The wider Indian data-privacy backdrop
DPDP KYC did not appear from nowhere. India's data-protection journey reaches back two decades, through scattered statutes and a landmark constitutional ruling, and today's consent-first rules read far more clearly once that long arc is set out in order.
Origins trace to the Information Technology Act, 2000. Section 43A made companies liable for breaches caused by failing to keep reasonable security practices, while Section 72A criminalised disclosing information without consent. Narrow tools. Mostly concerned with security rather than broad privacy rights. A genuine shift arrived in 2017, when a nine-judge bench of the Supreme Court in the Puttaswamy judgment held privacy to be a fundamental right under Article 21 of the Constitution. Any intrusion, that ruling demanded, must be lawful, necessary, and proportionate, and it laid the constitutional foundation for a dedicated data law.
Justice B.N. Srikrishna's committee followed. A string of draft bills then circulated between 2018 and 2022 before Parliament finally passed the DPDP Act in August 2023. Out of that law came the vocabulary the industry now uses daily: data principal as the individual, data fiduciary as whoever decides the purpose and means of processing, and a consent-first model with a Data Protection Board to enforce it.
Where DPDP sits next to GDPR and CCPA
Most observers reach for the GDPR comparison instantly, and the resemblance is real on individual rights, consent, and accountability. Mechanics diverge, though. GDPR offers six lawful bases for processing, whereas the DPDP Act leans far more heavily on consent, with a narrower set of exemptions. Penalty design parts ways too: GDPR scales fines to a percentage of global turnover, while the DPDP Act fixes hard ceilings instead, the headline figure being INR 250 crore regardless of how large the offending company happens to be.
California's CCPA is built around consumer rights and applies only above certain revenue or volume thresholds, carrying detailed rules on the sale of personal information that have no neat counterpart in the Indian text. India's law reaches more broadly and treats those questions on its own terms. For a multinational the upshot is plain. A GDPR programme buys a head start, not a finished DPDP compliance posture.
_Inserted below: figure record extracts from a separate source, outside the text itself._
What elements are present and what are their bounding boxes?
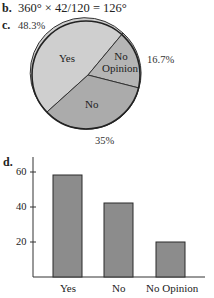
x-label-no-opinion: No Opinion (146, 282, 198, 294)
slice-label-no-opinion-1: No (111, 50, 131, 62)
slice-label-no-opinion-2: Opinion (102, 62, 138, 74)
slice-label-yes: Yes (59, 52, 75, 64)
bar-yes (53, 175, 82, 277)
x-label-yes: Yes (60, 282, 76, 294)
y-tick-label-60: 60 (16, 166, 27, 177)
x-label-no: No (112, 282, 125, 294)
slice-label-no: No (85, 98, 98, 110)
y-tick-label-20: 20 (16, 236, 27, 247)
y-tick-label-40: 40 (16, 201, 27, 212)
bar-chart (0, 150, 214, 298)
bar-no (104, 203, 133, 277)
bar-no-opinion (156, 242, 185, 277)
pie-chart (0, 0, 214, 150)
Individual rights you must be ready to honour
Whatever the verification stack, the DPDP Act hands data principals concrete rights, and your processes have to answer them. People can ask what personal data you hold and how it is being processed. Access requests deserve a clear, understandable response inside a reasonable window. Customers can also have inaccurate data corrected and, in defined circumstances, erased, subject to the retention carve-outs already covered. Grievance redressal is mandatory. Data fiduciaries must run an internal complaints route and, where required, appoint someone to field them, with the Data Protection Board sitting above as the external backstop of last resort for anyone who feels ignored. Consent, once given, can be withdrawn as readily as it was granted, after which processing stops unless another lawful basis applies.